Gypsum supply chain in India
India produces 4-5 million tonnes of gypsum annually, dominated by Rajasthan (Bikaner, Nagaur, Jaisalmer, Barmer — Hindustan Zinc / RSMM mines), Gujarat (Kutch — CSMCRI documented major sodic-coast reserves), Tamil Nadu (Nilgiris), and Uttaranchal. Two varieties: mineral gypsum (mined, 70-85% purity, ₹2-3/kg bulk) and by-product gypsum (phospho-gypsum from fertiliser plants, 90-95% purity, often radioactive due to uranium-238 series — restricted use). The Department of Land Resources, MoRD, runs a sodic-land reclamation programme under RKVY-RAFTAAR with partial state-level subsidies on gypsum (up to 75% in UP and Haryana under the Usar Reclamation Programme).
What this calculator does not capture
- Drainage requirement: gypsum without drainage is useless — Na⁺ has nowhere to go. Sub-surface tile drains at 0.9-1.2 m depth + 30 m spacing are CSSRI-recommended for permanent reclamation.
- Water quality: irrigating with Na-rich tubewell water (SAR > 6) re-sodifies the field.

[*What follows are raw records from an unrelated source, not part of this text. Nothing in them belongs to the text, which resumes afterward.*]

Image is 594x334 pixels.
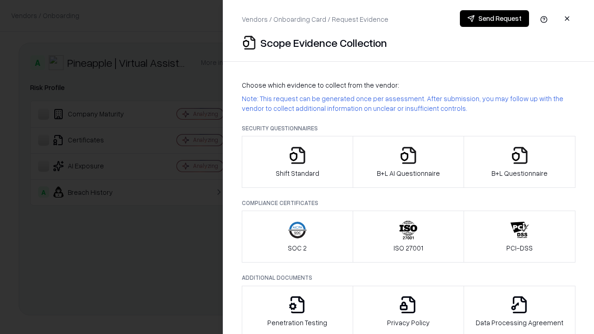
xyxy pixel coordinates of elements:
button: B+L AI Questionnaire [353,136,465,188]
button: Shift Standard [242,136,353,188]
button: SOC 2 [242,211,353,263]
p: Additional Documents [242,274,576,282]
p: Note: This request can be generated once per assessment. After submission, you may follow up with... [242,94,576,113]
p: Privacy Policy [387,318,430,328]
p: B+L Questionnaire [492,169,548,178]
p: Security Questionnaires [242,124,576,132]
p: Choose which evidence to collect from the vendor: [242,80,576,90]
p: SOC 2 [288,243,307,253]
button: B+L Questionnaire [464,136,576,188]
p: ISO 27001 [394,243,424,253]
p: Vendors / Onboarding Card / Request Evidence [242,14,389,24]
p: PCI-DSS [507,243,533,253]
button: Send Request [460,10,529,27]
p: Penetration Testing [267,318,327,328]
button: ISO 27001 [353,211,465,263]
button: PCI-DSS [464,211,576,263]
p: Compliance Certificates [242,199,576,207]
p: B+L AI Questionnaire [377,169,440,178]
p: Shift Standard [276,169,319,178]
p: Data Processing Agreement [476,318,564,328]
p: Scope Evidence Collection [261,35,387,50]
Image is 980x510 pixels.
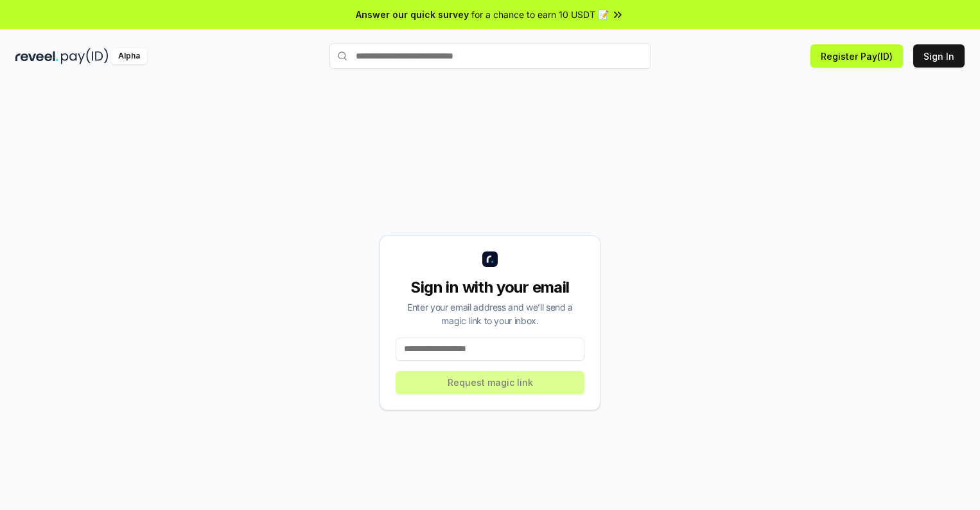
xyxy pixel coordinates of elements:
div: Enter your email address and we’ll send a magic link to your inbox. [395,300,585,327]
img: logo_small [483,251,497,266]
span: for a chance to earn 10 USDT 📝 [472,8,609,21]
div: Sign in with your email [395,277,585,298]
button: Register Pay(ID) [811,44,903,67]
img: pay_id [61,48,108,64]
img: reveel_dark [16,48,59,64]
div: Alpha [111,48,147,64]
span: Answer our quick survey [356,8,469,21]
button: Sign In [914,44,965,67]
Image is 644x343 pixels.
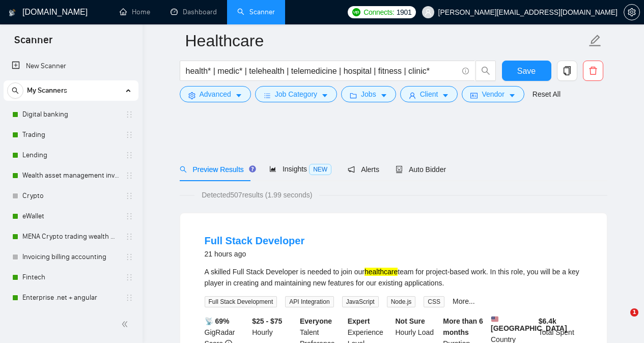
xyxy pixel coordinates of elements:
[452,297,475,305] a: More...
[365,268,397,276] mark: healthcare
[23,125,119,145] a: Trading
[401,86,458,103] button: userClientcaret-down
[185,28,586,53] input: Scanner name...
[125,212,133,220] span: holder
[6,33,61,54] span: Scanner
[23,288,119,308] a: Enterprise .net + angular
[188,91,195,100] span: setting
[539,317,556,325] b: $ 6.4k
[263,91,271,100] span: bars
[300,317,332,325] b: Everyone
[387,297,416,307] span: Node.js
[23,227,119,247] a: MENA Crypto trading wealth manag
[625,8,640,16] span: setting
[443,317,483,337] b: More than 6 months
[7,83,23,99] button: search
[235,91,242,100] span: caret-down
[396,317,425,325] b: Not Sure
[285,297,334,307] span: API Integration
[518,64,536,78] span: Save
[180,165,253,173] span: Preview Results
[125,233,133,241] span: holder
[27,81,67,101] span: My Scanners
[180,86,251,103] button: settingAdvancedcaret-down
[396,165,446,173] span: Auto Bidder
[275,89,317,100] span: Job Category
[381,91,387,100] span: caret-down
[23,105,119,125] a: Digital banking
[23,145,119,165] a: Lending
[121,319,131,329] span: double-left
[205,267,583,289] div: A skilled Full Stack Developer is needed to join our team for project-based work. In this role, y...
[533,89,561,100] a: Reset All
[348,165,379,173] span: Alerts
[23,247,119,267] a: Invoicing billing accounting
[125,172,133,180] span: holder
[630,309,638,317] span: 1
[269,165,332,173] span: Insights
[23,207,119,227] a: eWallet
[269,165,277,173] span: area-chart
[557,61,578,81] button: copy
[420,89,439,100] span: Client
[125,274,133,282] span: holder
[23,267,119,288] a: Fintech
[476,61,496,81] button: search
[558,66,577,75] span: copy
[12,56,130,76] a: New Scanner
[252,317,282,325] b: $25 - $75
[491,315,567,332] b: [GEOGRAPHIC_DATA]
[255,86,337,103] button: barsJob Categorycaret-down
[502,61,551,81] button: Save
[125,131,133,139] span: holder
[589,34,602,48] span: edit
[396,166,403,173] span: robot
[352,8,360,16] img: upwork-logo.png
[248,165,257,173] div: Tooltip anchor
[583,61,603,81] button: delete
[509,91,516,100] span: caret-down
[348,317,371,325] b: Expert
[442,91,449,100] span: caret-down
[361,89,376,100] span: Jobs
[125,111,133,119] span: holder
[186,64,457,78] input: Search Freelance Jobs...
[23,165,119,186] a: Wealth asset management investment
[120,8,150,16] a: homeHome
[125,294,133,302] span: holder
[309,164,332,175] span: NEW
[9,4,16,21] img: logo
[205,317,230,325] b: 📡 69%
[321,91,329,100] span: caret-down
[205,235,305,247] a: Full Stack Developer
[624,4,640,21] button: setting
[205,297,277,307] span: Full Stack Development
[8,87,23,95] span: search
[171,8,217,16] a: dashboardDashboard
[397,7,412,18] span: 1901
[491,315,499,323] img: 🇺🇸
[125,192,133,200] span: holder
[125,151,133,160] span: holder
[583,66,603,75] span: delete
[482,89,504,100] span: Vendor
[425,9,432,16] span: user
[342,297,379,307] span: JavaScript
[610,309,634,333] iframe: Intercom live chat
[462,86,524,103] button: idcardVendorcaret-down
[409,91,416,100] span: user
[424,297,444,307] span: CSS
[23,186,119,207] a: Crypto
[463,68,469,74] span: info-circle
[348,166,355,173] span: notification
[350,91,357,100] span: folder
[471,91,478,100] span: idcard
[200,89,231,100] span: Advanced
[195,190,319,201] span: Detected 507 results (1.99 seconds)
[364,7,394,18] span: Connects:
[624,8,640,16] a: setting
[180,166,187,173] span: search
[237,8,275,16] a: searchScanner
[125,253,133,261] span: holder
[341,86,396,103] button: folderJobscaret-down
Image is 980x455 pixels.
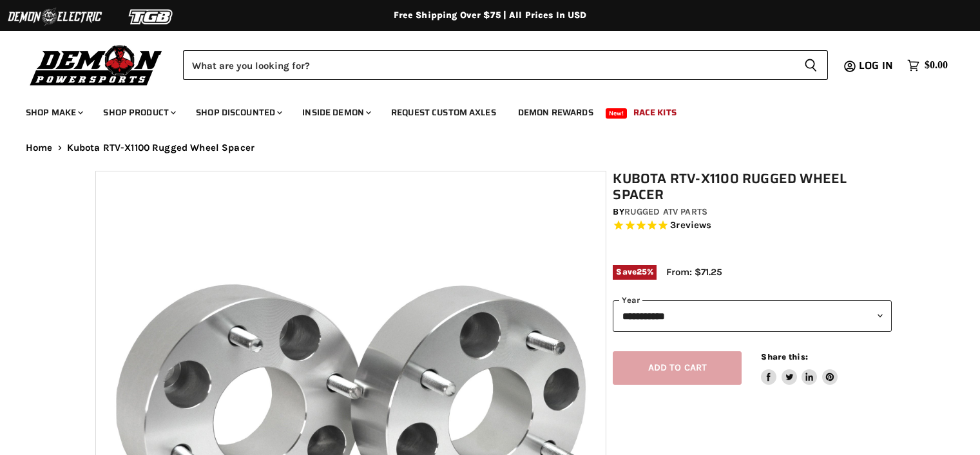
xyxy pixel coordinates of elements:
[103,5,200,29] img: TGB Logo 2
[613,219,891,232] span: Rated 4.7 out of 5 stars 3 reviews
[613,300,891,332] select: year
[925,59,948,72] span: $0.00
[613,204,891,219] div: by
[676,219,712,231] span: reviews
[667,266,723,277] span: From: $71.25
[6,5,103,29] img: Demon Electric Logo 2
[762,352,808,361] span: Share this:
[794,51,828,80] button: Search
[606,108,628,119] span: New!
[16,94,945,125] ul: Main menu
[382,99,506,125] a: Request Custom Axles
[67,143,254,153] span: Kubota RTV-X1100 Rugged Wheel Spacer
[16,99,91,125] a: Shop Make
[854,60,901,72] a: Log in
[93,99,183,125] a: Shop Product
[762,351,838,385] aside: Share this:
[637,266,647,276] span: 25
[624,99,687,125] a: Race Kits
[613,264,656,279] span: Save %
[26,41,167,88] img: Demon Powersports
[26,143,53,153] a: Home
[292,99,379,125] a: Inside Demon
[183,51,828,80] form: Product
[613,170,891,203] h1: Kubota RTV-X1100 Rugged Wheel Spacer
[183,51,794,80] input: Search
[624,206,708,217] a: Rugged ATV Parts
[901,56,954,75] a: $0.00
[670,219,712,231] span: 3 reviews
[509,99,603,125] a: Demon Rewards
[186,99,290,125] a: Shop Discounted
[859,57,893,74] span: Log in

Use canal water or low-SAR sources during reclamation.
- Boron: B-toxicity often co-occurs with sodicity in arid Rajasthan; additional leaching needed.
- Organic amendment: 10 t/ha FYM accelerates structure recovery and microbial activity post-reclamation.
- Crop sequence: salt-tolerant CSR/KRL varieties critical in transition years.
Saline vs sodic vs saline-sodic
Confused terminology fixed: a saline soil has high soluble salts (EC > 4 dS/m) but low ESP — gypsum doesn't help here, only leaching with low-salt water does. A sodic soil has high ESP (> 15) but EC < 4 — gypsum is the correct intervention. A saline-sodic soil has both — gypsum first, then leaching. Use the Soil Test Interpreter to classify before deciding.
Reading the calculator output
The widget returns three numbers: meq/100g cation-exchange-replacement needed, equivalent pure gypsum in t/ha, and the actual application after purity adjustment. For severe sodicity (ESP > 40, CEC > 25), doses can exceed 15 t/ha — implement in two-year split to allow drainage. For mild sodicity (ESP 16-20), single 3-5 t/ha application often suffices.
Sources
ICAR-CSSRI Karnal Manual on Reclamation and Management of Salt-Affected Soils (2023); Abrol I.P. & Bhumbla D.R. (1979) Sodic Soils of the Indo Gangetic Plain; CSIR-CSMCRI Bhavnagar gypsum-reserve mapping 2022; Department of Land Resources, MoRD, Usar Reclamation Operational Guidelines 2024.